The prayer of Daniel 9, on the contrary, by its contents and form, not only creates the impression "of a fresh production adapted to the occasion," and also of great depth of thought and of earnest power in prayer, but it presents itself specially as the prayer of a man, a prophet, standing in a near relation to God, so that we perceive that the suppliant probably utters the confession of sin and of guilt in the name of the congregation in which he is included; but in the prayer for the turning away of God's anger his special relation to the Lord is seen, and is pleaded as a reason for his being heard, in the words, "Hear the prayer of Thy servant and his supplication (Daniel 9:17); O my God, incline Thine ear" (Daniel 9:18).
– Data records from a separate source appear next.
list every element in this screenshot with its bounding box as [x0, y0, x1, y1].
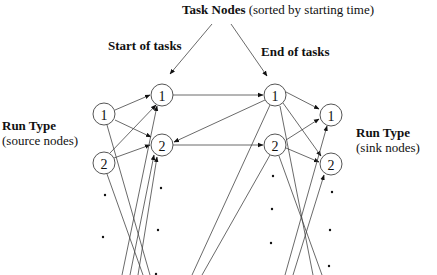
source-node-2: 2 — [93, 152, 115, 174]
svg-text:1: 1 — [328, 109, 335, 124]
end-node-1: 1 — [264, 84, 286, 106]
graph-canvas: 1 2 1 2 1 2 1 2 — [0, 0, 437, 275]
edge-end2-sink1 — [286, 119, 319, 140]
start-node-2: 2 — [151, 134, 173, 156]
start-node-1: 1 — [151, 84, 173, 106]
edge-lower-sink1 — [285, 126, 327, 275]
ellipsis-dots — [102, 175, 333, 275]
edge-end1-start2 — [174, 100, 265, 142]
end-node-2: 2 — [264, 134, 286, 156]
title-pointer-start — [170, 24, 212, 74]
svg-text:2: 2 — [101, 157, 108, 172]
svg-text:2: 2 — [159, 139, 166, 154]
edge-end2-down — [202, 155, 270, 275]
edge-end1-down-right — [280, 106, 313, 275]
sink-node-1: 1 — [320, 104, 342, 126]
source-node-1: 1 — [93, 103, 115, 125]
edge-end1-sink1 — [286, 92, 319, 109]
edge-src2-start2 — [114, 145, 150, 158]
edge-lower-sink2 — [293, 175, 324, 275]
svg-text:2: 2 — [328, 158, 335, 173]
edge-end1-down — [192, 105, 270, 275]
svg-text:1: 1 — [159, 89, 166, 104]
title-pointer-end — [231, 24, 267, 76]
edge-end2-sink2 — [286, 148, 319, 162]
edge-src1-start1 — [115, 95, 150, 110]
svg-text:1: 1 — [101, 108, 108, 123]
sink-node-2: 2 — [320, 153, 342, 175]
svg-text:1: 1 — [272, 89, 279, 104]
edge-lower-start2b — [138, 157, 157, 275]
svg-text:2: 2 — [272, 139, 279, 154]
edge-lower-start2a — [130, 155, 154, 275]
edge-end2-down-right — [279, 156, 322, 275]
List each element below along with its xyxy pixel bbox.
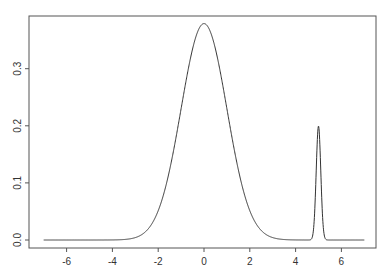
x-axis: -6-4-20246 (62, 248, 344, 267)
y-axis: 0.00.10.20.3 (12, 61, 29, 247)
x-tick-label: -6 (62, 256, 71, 267)
x-tick-label: 4 (293, 256, 299, 267)
x-tick-label: 6 (339, 256, 345, 267)
x-tick-label: 0 (201, 256, 207, 267)
density-curve (44, 24, 365, 240)
x-tick-label: 2 (247, 256, 253, 267)
y-tick-label: 0.0 (12, 233, 23, 247)
density-chart: -6-4-20246 0.00.10.20.3 (0, 0, 391, 275)
x-tick-label: -4 (108, 256, 117, 267)
x-tick-label: -2 (154, 256, 163, 267)
y-tick-label: 0.1 (12, 176, 23, 190)
y-tick-label: 0.3 (12, 61, 23, 75)
y-tick-label: 0.2 (12, 118, 23, 132)
plot-frame (29, 16, 376, 248)
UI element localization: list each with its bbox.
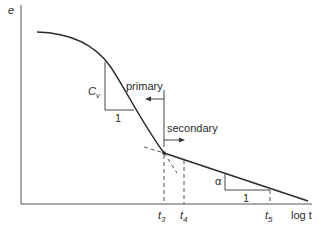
secondary-label: secondary xyxy=(167,122,218,134)
x-axis-label: log t xyxy=(291,209,312,221)
consolidation-diagram: e Cv 1 primary secondary α 1 t3 t4 t5 lo… xyxy=(0,0,330,235)
intersection-point xyxy=(162,151,166,155)
cv-label: Cv xyxy=(88,85,101,100)
secondary-arrowhead-icon xyxy=(179,138,185,143)
t3-label: t3 xyxy=(158,209,166,224)
primary-consolidation-curve xyxy=(37,32,164,153)
primary-run-label: 1 xyxy=(115,112,121,124)
alpha-label: α xyxy=(215,175,222,187)
secondary-run-label: 1 xyxy=(243,192,249,204)
primary-label: primary xyxy=(126,80,163,92)
secondary-compression-line xyxy=(164,153,308,201)
t4-label: t4 xyxy=(180,209,188,224)
t5-label: t5 xyxy=(265,209,273,224)
y-axis-label: e xyxy=(8,4,14,16)
primary-arrowhead-icon xyxy=(145,97,151,102)
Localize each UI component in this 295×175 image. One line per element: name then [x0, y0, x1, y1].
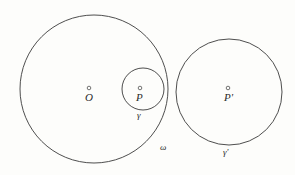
figure-canvas [0, 0, 295, 175]
geometry-figure: O P P' ω γ γ' [0, 0, 295, 175]
center-marker-p-prime [226, 86, 230, 90]
center-marker-o [87, 86, 91, 90]
center-marker-p [138, 86, 142, 90]
curve-label-gamma-prime: γ' [223, 148, 228, 157]
point-label-p: P [136, 92, 143, 103]
point-label-o: O [85, 92, 93, 103]
curve-label-gamma: γ [137, 111, 141, 120]
curve-label-omega: ω [160, 143, 166, 152]
point-label-p-prime: P' [224, 92, 233, 103]
circle-omega [20, 15, 168, 163]
circle-gamma [122, 68, 164, 110]
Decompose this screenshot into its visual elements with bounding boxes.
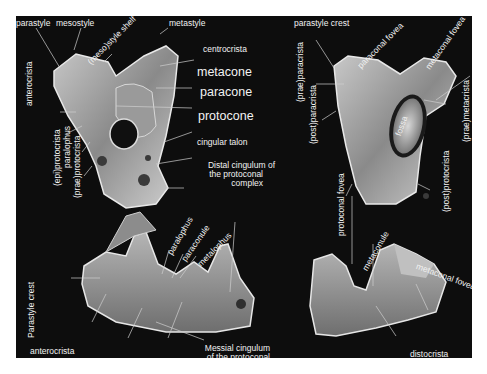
- label-anterocrista-oblique: anterocrista: [30, 347, 74, 356]
- label-parastyle-crest: parastyle crest: [294, 19, 349, 28]
- label-protocone: protocone: [198, 110, 254, 123]
- label-centrocrista: centrocrista: [203, 45, 247, 54]
- tooth-oblique-right: [310, 244, 446, 336]
- label-metastyle: metastyle: [169, 19, 205, 28]
- label-messial-cingulum: Messial cingulum of the protoconal compl…: [186, 344, 270, 358]
- label-paralophus: paralophus: [63, 126, 72, 168]
- label-post-protocrista: (post)protocrista: [442, 151, 451, 212]
- label-protoconal-fovea: protoconal fovea: [337, 173, 346, 236]
- label-prae-metacrista: (prae)metacrista: [462, 80, 471, 142]
- label-parastyle-crest-oblique: Parastyle crest: [27, 282, 36, 338]
- figure-panel: parastyle mesostyle (meso)style shelf me…: [16, 16, 472, 358]
- label-cingular-talon: cingular talon: [197, 138, 248, 147]
- label-anterocrista: anterocrista: [25, 62, 34, 106]
- label-post-paracrista: (post)paracrista: [309, 85, 318, 144]
- label-messial-cingulum-line2: of the protoconal: [186, 353, 270, 358]
- label-paracone: paracone: [200, 86, 252, 99]
- label-distocrista: distocrista: [410, 350, 448, 358]
- label-distal-cingulum: Distal cingulum of the protoconal comple…: [185, 161, 275, 188]
- label-prae-paracrista: (prae)paracrista: [296, 42, 305, 102]
- label-parastyle: parastyle: [16, 19, 51, 28]
- label-mesostyle: mesostyle: [56, 19, 94, 28]
- label-distal-cingulum-line3: complex: [185, 179, 275, 188]
- tooth-oblique-left: [82, 212, 254, 332]
- label-metacone: metacone: [197, 66, 252, 79]
- label-prae-protocrista: (prae)protocrista: [73, 136, 82, 198]
- label-epi-protocrista: (epi)protocrista: [53, 129, 62, 186]
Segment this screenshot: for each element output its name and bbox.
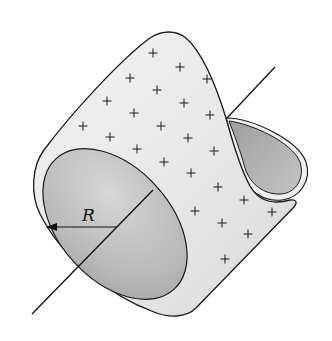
charged-cylinder-diagram: R [0, 0, 332, 341]
axis-line-back [227, 67, 275, 118]
radius-label: R [81, 205, 95, 225]
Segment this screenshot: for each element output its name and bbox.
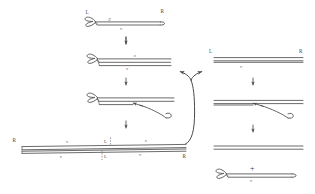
right-step2-strand-displacement bbox=[214, 100, 303, 118]
right-step3-hairpin-label: v bbox=[250, 178, 253, 183]
right-step3-hairpin-loop bbox=[216, 169, 227, 178]
left-step1-bottom-strand-label: v bbox=[120, 26, 123, 31]
left-step4-right-end-label: R bbox=[183, 153, 187, 159]
right-step2-displaced-strand bbox=[261, 106, 288, 118]
right-step1-right-end-label: R bbox=[299, 48, 303, 54]
diagram-svg: L R 3' v c v bbox=[0, 0, 315, 194]
step3-top-strand bbox=[97, 97, 174, 98]
hairpin-right-hook bbox=[160, 22, 164, 25]
step3-middle-strand bbox=[97, 99, 174, 102]
left-step4-bottom-right-label: v bbox=[139, 152, 142, 157]
branch-arrow-left-head bbox=[180, 72, 191, 80]
left-step4-top-right-label: c bbox=[145, 138, 147, 143]
right-step1-left-end-label: L bbox=[209, 48, 212, 54]
left-step2-hairpin-replicated: c v bbox=[87, 53, 171, 71]
left-step3-strand-displacement bbox=[87, 93, 174, 118]
left-step2-bottom-label: v bbox=[126, 66, 129, 71]
left-step1-three-prime-label: 3' bbox=[108, 17, 111, 22]
left-step1-left-end-label: L bbox=[86, 9, 89, 15]
left-step4-resolved-dimer: R R v c c v L L bbox=[13, 137, 187, 161]
left-step2-top-label: c bbox=[134, 53, 136, 58]
left-step1-right-end-label: R bbox=[161, 8, 165, 14]
right-step3-hairpin-top-strand bbox=[226, 173, 292, 174]
left-step4-center-top-label: L bbox=[104, 139, 107, 144]
right-step1-bottom-label: v bbox=[240, 64, 243, 69]
step2-top-strand bbox=[97, 58, 171, 59]
hairpin-loop-left-step2 bbox=[87, 54, 98, 63]
plus-sign: + bbox=[250, 164, 255, 173]
step3-displaced-strand bbox=[140, 105, 166, 118]
hairpin-loop-left bbox=[85, 17, 96, 26]
figure-canvas: L R 3' v c v bbox=[0, 0, 315, 194]
step2-middle-strand bbox=[97, 60, 170, 63]
right-step1-linear-duplex: L R v bbox=[209, 48, 303, 70]
left-step4-left-end-label: R bbox=[13, 137, 17, 143]
branch-arrow-right-head bbox=[191, 72, 202, 80]
right-step3-hairpin-bottom-strand bbox=[226, 175, 291, 178]
hairpin-bottom-strand bbox=[95, 23, 160, 25]
left-step4-bottom-left-label: c bbox=[60, 154, 62, 159]
left-step1-hairpin: L R 3' v bbox=[85, 8, 164, 31]
step3-displaced-hook bbox=[166, 113, 171, 118]
step3-displacement-arrowhead bbox=[133, 103, 143, 106]
left-step4-top-left-label: v bbox=[66, 139, 69, 144]
hairpin-loop-left-step3 bbox=[87, 93, 98, 102]
right-step3-products: + v bbox=[214, 146, 303, 183]
branch-arrow-stem bbox=[186, 80, 195, 144]
hairpin-top-strand bbox=[95, 21, 161, 22]
right-step2-displaced-hook bbox=[288, 113, 293, 118]
left-step4-center-bottom-label: L bbox=[104, 154, 107, 159]
step4-top-strand bbox=[22, 144, 186, 146]
right-step3-hairpin-right-hook bbox=[292, 174, 296, 177]
branching-curved-arrow bbox=[180, 72, 202, 144]
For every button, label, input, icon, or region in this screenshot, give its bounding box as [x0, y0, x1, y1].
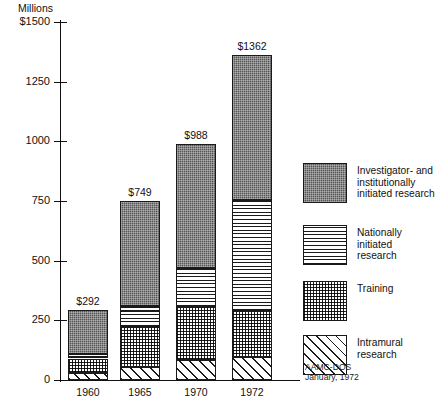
legend-label: Investigator- and institutionally initia… [357, 165, 435, 200]
x-axis-label-1972: 1972 [227, 386, 277, 398]
legend-item: Investigator- and institutionally initia… [303, 163, 438, 205]
bar-value-label: $749 [110, 186, 170, 198]
y-tick-label: $1500 [0, 15, 50, 27]
legend-item: Nationally initiated research [303, 225, 438, 267]
bar-segment [120, 306, 160, 327]
y-tick-label: 750 [0, 194, 50, 206]
legend-label: Intramural research [357, 337, 438, 360]
bar-1972 [232, 55, 272, 380]
x-axis-label-1960: 1960 [63, 386, 113, 398]
y-tick-mark [54, 82, 67, 83]
y-tick-mark [54, 22, 67, 23]
legend-swatch [303, 163, 347, 203]
legend-label: Nationally initiated research [357, 227, 438, 262]
y-tick-mark [54, 320, 67, 321]
bar-segment [68, 373, 108, 380]
bar-segment [68, 354, 108, 358]
bar-1960 [68, 310, 108, 380]
legend-swatch [303, 281, 347, 321]
y-tick-label: 250 [0, 313, 50, 325]
legend-item: Training [303, 281, 438, 323]
bar-segment [232, 357, 272, 380]
bar-segment [232, 55, 272, 200]
y-tick-label: 500 [0, 254, 50, 266]
x-axis-label-1970: 1970 [171, 386, 221, 398]
y-tick-mark [54, 380, 67, 381]
y-tick-label: 1000 [0, 134, 50, 146]
bar-segment [120, 327, 160, 367]
bar-value-label: $988 [166, 129, 226, 141]
legend-swatch [303, 225, 347, 265]
bar-value-label: $292 [58, 295, 118, 307]
bar-1965 [120, 201, 160, 380]
bar-segment [120, 367, 160, 380]
y-tick-mark [54, 261, 67, 262]
y-tick-mark [54, 141, 67, 142]
bar-segment [232, 311, 272, 358]
bar-segment [176, 360, 216, 380]
y-tick-mark [54, 201, 67, 202]
bar-segment [232, 200, 272, 311]
y-axis-title: Millions [18, 2, 53, 14]
bar-segment [120, 201, 160, 306]
x-axis-line [60, 380, 300, 381]
x-axis-label-1965: 1965 [115, 386, 165, 398]
bar-segment [68, 359, 108, 374]
source-note: AAMC-DOS January, 1972 [305, 363, 359, 382]
y-tick-label: 0 [0, 373, 50, 385]
y-tick-label: 1250 [0, 75, 50, 87]
bar-segment [68, 310, 108, 354]
bar-1970 [176, 144, 216, 380]
bar-chart: Millions 025050075010001250$1500 $292$74… [0, 0, 439, 407]
legend-label: Training [357, 283, 393, 295]
bar-value-label: $1362 [222, 40, 282, 52]
bar-segment [176, 144, 216, 268]
bar-segment [176, 307, 216, 360]
bar-segment [176, 268, 216, 307]
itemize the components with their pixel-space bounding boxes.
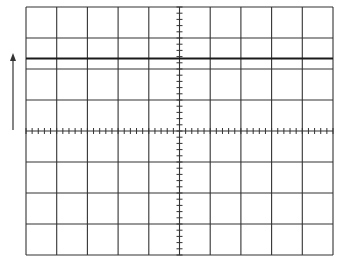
arrow-head xyxy=(10,53,16,61)
oscilloscope-graticule xyxy=(0,0,341,267)
up-arrow-icon xyxy=(10,53,16,130)
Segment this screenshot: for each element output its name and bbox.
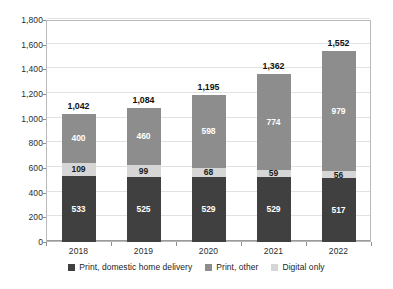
x-axis-tick-mark — [46, 242, 47, 246]
y-axis-tick-label: 1,600 — [3, 40, 43, 50]
bar-segment[interactable]: 598 — [192, 95, 226, 169]
bar-segment[interactable]: 529 — [192, 177, 226, 242]
bar-segment[interactable]: 774 — [257, 74, 291, 169]
y-axis-tick-label: 0 — [3, 237, 43, 247]
bar-group-2022[interactable]: 979565171,552 — [322, 51, 356, 242]
bar-total-label: 1,084 — [132, 95, 154, 105]
y-axis-tick-label: 800 — [3, 138, 43, 148]
bar-group-2018[interactable]: 4001095331,042 — [62, 114, 96, 243]
bar-total-label: 1,042 — [67, 101, 89, 111]
bar-segment-value: 68 — [204, 168, 213, 177]
bar-segment[interactable]: 529 — [257, 177, 291, 242]
bar-segment-value: 525 — [136, 205, 150, 214]
legend-label: Digital only — [282, 262, 324, 272]
legend-item[interactable]: Print, domestic home delivery — [68, 262, 192, 272]
bar-segment-value: 598 — [201, 127, 215, 136]
legend-label: Print, other — [216, 262, 258, 272]
bar-total-label: 1,552 — [327, 38, 349, 48]
bar-segment[interactable]: 56 — [322, 171, 356, 178]
x-axis-tick-mark — [306, 242, 307, 246]
bar-segment[interactable]: 400 — [62, 114, 96, 163]
bar-segment[interactable]: 99 — [127, 165, 161, 177]
y-axis-tick-label: 1,200 — [3, 89, 43, 99]
stacked-bar-chart: 02004006008001,0001,2001,4001,6001,800 4… — [0, 0, 393, 289]
bar-segment[interactable]: 533 — [62, 176, 96, 242]
y-axis-tick-label: 1,000 — [3, 114, 43, 124]
chart-legend: Print, domestic home deliveryPrint, othe… — [0, 262, 393, 272]
legend-label: Print, domestic home delivery — [79, 262, 192, 272]
bar-segment-value: 774 — [266, 118, 280, 127]
bar-segment-value: 533 — [71, 205, 85, 214]
bar-group-2019[interactable]: 460995251,084 — [127, 108, 161, 242]
legend-swatch-icon — [68, 264, 75, 271]
y-axis-tick-label: 1,800 — [3, 15, 43, 25]
y-axis-tick-label: 600 — [3, 163, 43, 173]
x-axis-tick-label: 2020 — [179, 246, 239, 256]
legend-item[interactable]: Print, other — [205, 262, 258, 272]
bar-segment[interactable]: 109 — [62, 163, 96, 176]
bar-segment-value: 529 — [201, 205, 215, 214]
x-axis-tick-mark — [111, 242, 112, 246]
x-axis-tick-label: 2022 — [309, 246, 369, 256]
gridline — [47, 18, 370, 19]
bar-segment[interactable]: 460 — [127, 108, 161, 165]
bar-segment-value: 109 — [71, 165, 85, 174]
legend-swatch-icon — [271, 264, 278, 271]
bar-segment-value: 99 — [139, 167, 148, 176]
x-axis-tick-label: 2018 — [49, 246, 109, 256]
x-axis-tick-mark — [241, 242, 242, 246]
x-axis-tick-label: 2021 — [244, 246, 304, 256]
bar-segment[interactable]: 517 — [322, 178, 356, 242]
bar-segment[interactable]: 68 — [192, 168, 226, 176]
legend-item[interactable]: Digital only — [271, 262, 324, 272]
bar-group-2020[interactable]: 598685291,195 — [192, 95, 226, 242]
bar-group-2021[interactable]: 774595291,362 — [257, 74, 291, 242]
bar-segment[interactable]: 525 — [127, 177, 161, 242]
y-axis-tick-label: 1,400 — [3, 64, 43, 74]
x-axis-tick-label: 2019 — [114, 246, 174, 256]
y-axis-tick-label: 200 — [3, 212, 43, 222]
bar-total-label: 1,195 — [197, 82, 219, 92]
bar-segment-value: 529 — [266, 205, 280, 214]
bar-segment-value: 460 — [136, 132, 150, 141]
bar-segment-value: 517 — [331, 206, 345, 215]
x-axis-tick-mark — [371, 242, 372, 246]
legend-swatch-icon — [205, 264, 212, 271]
bar-segment-value: 979 — [331, 107, 345, 116]
bar-total-label: 1,362 — [262, 61, 284, 71]
bar-series-layer: 4001095331,042460995251,084598685291,195… — [46, 20, 371, 242]
bar-segment[interactable]: 59 — [257, 170, 291, 177]
bar-segment-value: 400 — [71, 134, 85, 143]
x-axis-tick-mark — [176, 242, 177, 246]
y-axis-tick-label: 400 — [3, 188, 43, 198]
bar-segment[interactable]: 979 — [322, 51, 356, 172]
(Note: After the above remarks, Ewald's opinion, that this prayer is only an epitome of the prayer of Baruch (1:16-3:8), scarcely needs any special refutation. It is open before our eyes, and has been long known, that the prayer of Baruch in the whole course of its thoughts, and in many of the expressions found in it, fits closely to the prayer of Daniel; but also all interpreters not blinded by prejudice have long ago acknowledged that from the resemblances of this apocryphal product not merely to Daniel 9, but also much more to Jeremiah, nothing further follows than that the author of this late copy of ancient prophetic writings knew and used the book of Daniel, and was familiar with the writings of Daniel and Jeremiah, and of other prophets, so that he imitated them. This statement, that the pseudo-Baruch in ch. 1:15-3:8 presents an extended imitation of Daniel's prayer, Ewald has not refuted, and he has brought forward nothing more in support of his view than the assertion, resting on the groundless supposition that the mention of the "judges" in Daniel 9:12 is derived from Bar. 2:1, and on the remark that the author of the book of Baruch would have nothing at all peculiar if he had formed that long prayer out of the book of Daniel, or had only wrought after this pattern - a remark which bears witness, indeed, of a compassionate concern for his protge, but manifestly says nothing for the critic.)

The prayer is divided into two parts. Daniel 9:4-14 contain the confession of sin and guilt; Daniel 9:15-19 the supplication for mercy, and the restoration of the holy city and its sanctuary lying in ruins.

The confession of sin divides itself into two strophes. Daniel 9:4-10 state the transgression and the guilt, while Daniel 9:11-14 refer to the punishment from God for this guilt. Daniel 9:3 forms the introduction. The words, "Then I directed my face to the Lord," are commonly understood, after Daniel 6:11, as meaning that Daniel turned his face toward the place of the temple, toward Jerusalem. This is possible. The words themselves, however, only say that he turned his face to God the Lord in heaven, to האלהים אדני, the Lord of the whole world, the true God, not to יהוה, although he meant the covenant God. "To seek prayer in (with) fasting," etc. "Fasting in sackcloth (penitential garment made of hair) and ashes," i.e., sprinkling the head with ashes as an outward sign of true humility and penitence, comes into consideration as a means of preparation for prayer, in order that one might place himself in the right frame of mind for prayer, which is an indispensable condition for the hearing of it - a result which is the aim in the seeking. In regard to this matter Jerome makes these excellent remarks: "In cinere igitur et sacco postulat impleri quod Deus promiserat, non quod esset incredulus futurorum, sed ne securitas negligentiam et negligentia pareret offensam." תּפלּה and תּחנוּנים equals תּחנּה, cf. 1 Kings 8:38, 1 Kings 8:45, 1 Kings 8:49; 2 Chronicles 6:29, 2 Chronicles 6:35. תּפלּה is prayer in general; תּחנוּנים, prayer for mercy and compassion, as also a petition for something, such as the turning away of misfortune or evil (deprecari). The design of the prayer lying before us is to entreat God that He would look with pity on the desolation of the holy city and the temple,and fulfil His promise of their restoration. This prayer is found in Daniel 9:15-19.